Hi everyone,I'm a third-year software engineering student, and over the past year, I've been working solo on an open-source project called HieraChain – a blockchain framework designed specifically for enterprise applications, with no connection to cryptocurrency.

Why I Started This Project

Like many students, I got curious about blockchain during my distributed systems courses. But most resources and projects out there focus heavily on crypto, DeFi, or public ledgers like Ethereum. I saw a gap: many real-world business processes (supply chain tracking, compliance auditing, multi-organization workflows) could benefit from secure, hierarchical distributed systems – without the volatility or speculation of tokens.

That's why HieraChain is built around a hierarchical structure: A Main Chain oversees multiple Sub-Chains, and it uses an event-based model (processing "events" instead of transactions) to better fit business workflows.

Key Features and Tech Stack

I chose a multi-language approach to balance productivity, safety, and performance:

  • Python for the core framework (easy prototyping and high-level logic).
  • Rust for the consensus module (memory safety and speed for critical parts like BFT).
  • Go for the high-performance engine (excellent concurrency for P2P networking and worker pools).

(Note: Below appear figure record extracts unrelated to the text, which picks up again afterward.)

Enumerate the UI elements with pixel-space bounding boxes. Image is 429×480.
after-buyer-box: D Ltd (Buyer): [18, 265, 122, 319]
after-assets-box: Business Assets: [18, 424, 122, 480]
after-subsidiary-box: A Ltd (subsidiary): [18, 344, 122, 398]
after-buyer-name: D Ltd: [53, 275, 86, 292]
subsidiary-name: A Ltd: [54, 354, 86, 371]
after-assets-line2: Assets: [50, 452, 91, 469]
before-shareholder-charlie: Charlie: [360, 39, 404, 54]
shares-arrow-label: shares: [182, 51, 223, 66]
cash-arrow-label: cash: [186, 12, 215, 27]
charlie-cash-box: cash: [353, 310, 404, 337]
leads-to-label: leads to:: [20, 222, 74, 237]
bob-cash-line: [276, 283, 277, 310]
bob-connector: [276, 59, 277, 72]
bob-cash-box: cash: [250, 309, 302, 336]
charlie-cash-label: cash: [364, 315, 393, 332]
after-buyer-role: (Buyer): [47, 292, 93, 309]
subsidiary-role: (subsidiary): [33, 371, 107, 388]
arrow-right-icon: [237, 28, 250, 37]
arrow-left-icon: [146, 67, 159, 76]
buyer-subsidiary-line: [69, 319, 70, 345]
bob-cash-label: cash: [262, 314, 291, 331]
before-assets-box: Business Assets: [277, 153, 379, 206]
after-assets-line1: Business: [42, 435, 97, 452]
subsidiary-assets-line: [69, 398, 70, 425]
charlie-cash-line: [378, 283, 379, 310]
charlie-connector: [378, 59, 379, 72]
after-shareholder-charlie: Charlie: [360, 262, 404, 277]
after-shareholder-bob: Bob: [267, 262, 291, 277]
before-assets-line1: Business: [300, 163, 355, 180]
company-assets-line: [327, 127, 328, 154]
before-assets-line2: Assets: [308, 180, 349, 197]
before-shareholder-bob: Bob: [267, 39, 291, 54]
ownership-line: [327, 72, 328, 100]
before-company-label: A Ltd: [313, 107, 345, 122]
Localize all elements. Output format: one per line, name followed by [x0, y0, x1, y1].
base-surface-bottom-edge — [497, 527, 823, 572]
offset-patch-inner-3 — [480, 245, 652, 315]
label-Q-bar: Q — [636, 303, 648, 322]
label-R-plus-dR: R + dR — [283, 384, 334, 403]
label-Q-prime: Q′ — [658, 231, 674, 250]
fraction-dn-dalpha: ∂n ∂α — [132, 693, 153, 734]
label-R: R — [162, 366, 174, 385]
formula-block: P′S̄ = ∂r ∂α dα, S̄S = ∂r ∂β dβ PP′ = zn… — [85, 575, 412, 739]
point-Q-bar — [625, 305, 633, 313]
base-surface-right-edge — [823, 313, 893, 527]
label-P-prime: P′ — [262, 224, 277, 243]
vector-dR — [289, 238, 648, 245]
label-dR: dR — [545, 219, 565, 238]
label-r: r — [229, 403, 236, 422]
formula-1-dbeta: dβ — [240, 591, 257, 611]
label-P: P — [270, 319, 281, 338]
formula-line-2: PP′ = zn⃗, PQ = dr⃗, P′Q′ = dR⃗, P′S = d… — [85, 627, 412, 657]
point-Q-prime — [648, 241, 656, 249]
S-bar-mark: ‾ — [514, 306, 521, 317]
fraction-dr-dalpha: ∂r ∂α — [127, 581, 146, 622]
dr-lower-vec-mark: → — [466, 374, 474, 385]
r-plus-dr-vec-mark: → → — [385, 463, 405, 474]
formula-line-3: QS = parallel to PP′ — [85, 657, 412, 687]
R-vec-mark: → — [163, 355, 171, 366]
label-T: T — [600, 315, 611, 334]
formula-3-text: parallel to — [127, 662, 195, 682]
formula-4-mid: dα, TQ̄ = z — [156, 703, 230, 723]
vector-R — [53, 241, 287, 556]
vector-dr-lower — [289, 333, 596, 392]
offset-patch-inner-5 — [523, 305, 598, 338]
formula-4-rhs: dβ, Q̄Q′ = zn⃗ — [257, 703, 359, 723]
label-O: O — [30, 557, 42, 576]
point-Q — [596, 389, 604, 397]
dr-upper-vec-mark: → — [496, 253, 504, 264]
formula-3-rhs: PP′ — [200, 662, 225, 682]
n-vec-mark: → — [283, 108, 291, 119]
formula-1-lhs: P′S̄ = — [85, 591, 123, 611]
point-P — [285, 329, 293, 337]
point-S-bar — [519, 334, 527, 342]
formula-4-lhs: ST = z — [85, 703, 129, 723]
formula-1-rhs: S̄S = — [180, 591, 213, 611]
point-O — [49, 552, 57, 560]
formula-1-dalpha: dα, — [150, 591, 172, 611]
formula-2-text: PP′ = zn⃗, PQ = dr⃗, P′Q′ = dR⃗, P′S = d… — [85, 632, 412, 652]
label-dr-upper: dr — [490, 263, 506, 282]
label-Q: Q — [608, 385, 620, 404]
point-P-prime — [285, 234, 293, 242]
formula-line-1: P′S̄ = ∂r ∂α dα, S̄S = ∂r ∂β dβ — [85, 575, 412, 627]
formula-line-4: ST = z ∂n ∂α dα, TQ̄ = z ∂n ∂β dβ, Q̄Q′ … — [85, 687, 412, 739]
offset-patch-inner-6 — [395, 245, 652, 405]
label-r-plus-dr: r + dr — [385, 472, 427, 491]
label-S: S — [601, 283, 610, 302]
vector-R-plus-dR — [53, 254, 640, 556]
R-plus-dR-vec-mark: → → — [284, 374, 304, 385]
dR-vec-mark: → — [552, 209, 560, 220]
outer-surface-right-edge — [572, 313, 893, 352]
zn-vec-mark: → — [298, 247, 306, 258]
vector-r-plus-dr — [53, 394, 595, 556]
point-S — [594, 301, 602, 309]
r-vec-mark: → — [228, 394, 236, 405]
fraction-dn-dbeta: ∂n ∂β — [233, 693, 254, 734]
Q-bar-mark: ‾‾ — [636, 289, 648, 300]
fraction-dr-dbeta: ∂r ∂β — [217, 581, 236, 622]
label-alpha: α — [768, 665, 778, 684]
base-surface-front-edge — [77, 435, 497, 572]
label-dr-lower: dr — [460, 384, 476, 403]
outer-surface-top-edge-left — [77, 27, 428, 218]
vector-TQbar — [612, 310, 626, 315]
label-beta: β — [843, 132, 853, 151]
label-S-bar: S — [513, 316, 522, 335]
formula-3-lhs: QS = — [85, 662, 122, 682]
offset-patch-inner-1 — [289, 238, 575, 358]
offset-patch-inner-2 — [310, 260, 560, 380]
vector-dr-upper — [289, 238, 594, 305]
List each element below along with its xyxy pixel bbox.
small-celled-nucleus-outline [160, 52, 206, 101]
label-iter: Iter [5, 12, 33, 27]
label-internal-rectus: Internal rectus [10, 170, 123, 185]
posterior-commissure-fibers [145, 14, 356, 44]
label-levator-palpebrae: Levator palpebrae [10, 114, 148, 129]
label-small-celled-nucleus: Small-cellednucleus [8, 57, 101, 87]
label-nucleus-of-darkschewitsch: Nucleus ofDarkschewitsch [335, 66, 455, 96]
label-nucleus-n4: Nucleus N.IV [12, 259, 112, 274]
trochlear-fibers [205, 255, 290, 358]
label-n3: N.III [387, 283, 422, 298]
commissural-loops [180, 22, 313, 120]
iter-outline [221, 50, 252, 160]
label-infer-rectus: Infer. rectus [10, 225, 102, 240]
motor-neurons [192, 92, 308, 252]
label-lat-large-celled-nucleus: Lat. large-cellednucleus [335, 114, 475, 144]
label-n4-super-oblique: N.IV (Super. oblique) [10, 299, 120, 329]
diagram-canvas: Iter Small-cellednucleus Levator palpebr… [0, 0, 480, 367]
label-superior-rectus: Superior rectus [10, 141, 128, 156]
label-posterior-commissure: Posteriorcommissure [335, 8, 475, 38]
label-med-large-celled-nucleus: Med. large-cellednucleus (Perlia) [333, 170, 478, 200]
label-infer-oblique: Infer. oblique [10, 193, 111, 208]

Some standout technical choices:

  • Security basics: Ed25519 signatures and AES-256-GCM encryption.
  • Consensus mechanisms: Supports PoA (Proof of Authority), PoF (Proof of Flow), and BFT.
  • Integration: gRPC for APIs, making it easy to connect with existing systems.
  • Data handling: Apache Arrow for columnar storage in blocks and zero-copy transfers. Especially cool is using PyArrow for efficient data exchange between Rust consensus and Python core – this reduces FFI overhead significantly and keeps things fast.

The project is split into three repos for modularity:

It's dual-licensed under Apache-2.0/MIT, with internal tests and some benchmarks.

Challenges and What I've Learned

Building this alone as a student has been tough:

  • Integrating Rust and Python via PyO3 and PyArrow took a lot of trial and error.
  • Designing a custom consensus while keeping it modular.
  • Balancing features without over-engineering.

But it's taught me a ton about distributed systems, cryptography, and polyglot programming. Right now, it's still in active development.

Current Status and Call for Feedback

This is far from a polished product – it's a learning project, and there are surely bugs, performance issues, or better design choices I'm missing because I've been working solo.

I'd love your feedback! If you're into Rust, Go, Python, or enterprise blockchain:

  • Clone the repos and try running it.
  • Open issues with suggestions, bug reports, or even harsh criticism.
  • If something interests you, feel free to contribute (docs, tests, or code).

No pressure – just curious what experienced devs think about the approach.

Thanks for reading! If you found this interesting, give the repos a star or share your thoughts in the comments.